Minority report challenges majority

A minority of ACUP members offered a dissenting opinion that the committee’s report “fails to provide Congress and the Secretary with the requested consensus advice on reducing underride crashes and associated fatalities and injuries.”

While the committee “did offer some recommendations aligned with this goal, most of the Committee’s recommendations as contained in the Biennial Report reflect only the preconceived views and biases of a slim majority of Committee members, who wrote a report that both included significant material never considered by the ACUP in its deliberations and omitted items that did not further the majority’s desired narrative,” the minority group added.

The minority members’ opinion “strongly advocates for objective and evidence-based studies before the Secretary adopts comprehensive underride-related regulations.” They noted that “immediate efforts should focus on obtaining reliable, scientifically-grounded data that accurately describes the scope of the underride problem, the ability to solve that defined problem with available technologies, and the cost of doing so, including costs imposed through unforeseen consequences.”

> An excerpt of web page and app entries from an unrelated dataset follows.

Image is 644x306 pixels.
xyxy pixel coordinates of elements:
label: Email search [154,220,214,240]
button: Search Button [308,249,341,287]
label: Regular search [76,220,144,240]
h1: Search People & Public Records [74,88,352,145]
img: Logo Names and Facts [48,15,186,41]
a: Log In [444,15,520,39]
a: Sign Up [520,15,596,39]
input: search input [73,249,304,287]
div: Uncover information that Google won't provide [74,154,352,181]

The minority opinion also calls for more investigation into side underride guards “to assess their effectiveness in preventing fatalities and injuries, as well as the specific crash scenarios leading to those outcomes,” in addition to research into “unforeseen consequences resulting from adopting side-underride guard technology, such as additional fatalities or injuries resulting from damage to trailers, high centering, and increased trips required by cargo displacement.”

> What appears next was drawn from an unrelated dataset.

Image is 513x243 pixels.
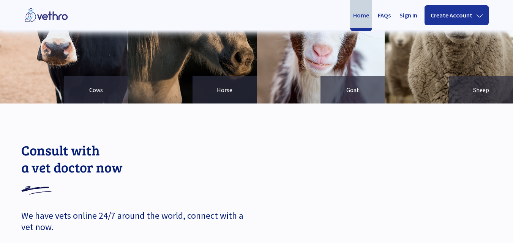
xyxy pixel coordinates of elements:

Ultimately, the minority members recommend that NHTSA “should prioritize crash-avoidance requirements and distracted-driver mitigation measures to prevent underride accidents proactively.”

Recommendations to DOT

Despite the minority report challenging the majority, ACUP’s recommendations to the DOT include, but are not limited to:

  • NHTSA should withdraw or reissue a revised ANPRM on side underride guards “that acknowledges and accommodates critiques made by commenters that the cost-benefit approach taken artificially constrained the number of lives saved and also failed to account for cost-savings (such as fuel efficiency gains provided by side underride guards)”
  • NHTSA should require all new semitrailers and single-unit trucks that have crash-incompatible open spaces to be equipped with side underride guards
  • NHTSA should require semitrailers and single-unit trucks manufactured after 1998 to be retrofitted with side underride guards
  • Amend the 2022 rear underride final rule to require that all new trailers meet the IIHS TOUGHGUARD test protocol or equivalent, which includes the ability to withstand a 30% rear overlap crash at 35 mph
  • All trailers manufactured between 1998 to the current time that do not have IIHS TOUGHGUARD awarded rear impact guards should be retrofitted with crash-proven reinforcement devices
  • FMCSA and NHTSA must expeditiously complete the AEB rulemaking for all classes of commercial motor vehicles
  • FMCSA should issue stronger conspicuity tape requirements, at a minimum, a requirement to maintain and replace conspicuity tape every 5 years
  • NHTSA should issue an ANPRM on front impact guards
  • NHTSA should expeditiously conduct rear impact guard testing at “highway speeds” (up to 65 mph) as already directed by Congress and publish the results within two years
  • NHTSA should conduct a study to research how the survivability rate of rear underride crashes will change with increased passenger vehicle adoption of AEBs at currently tested speeds (35 mph) as well as highway speeds (up to 65 mph)
  • NHTSA should conduct comprehensive research on U.S. underride crash characteristics, including the frequency of 30% overlap crashes
  • DOT should continue research into Enhanced Rear Signaling Systems that could help better prevent rear underride crashes
  • DOT should research the efficacy of high visibility Clearance Lamps that illuminate the rear of a CMV to assist with potential Clearance Lamp rulemaking for all CMVs
  • DOT should conduct research into efficacious methods of reducing distracted Driving, such as flashing lamps

[Related: Side underride guards the most expensive mandate in trucking history?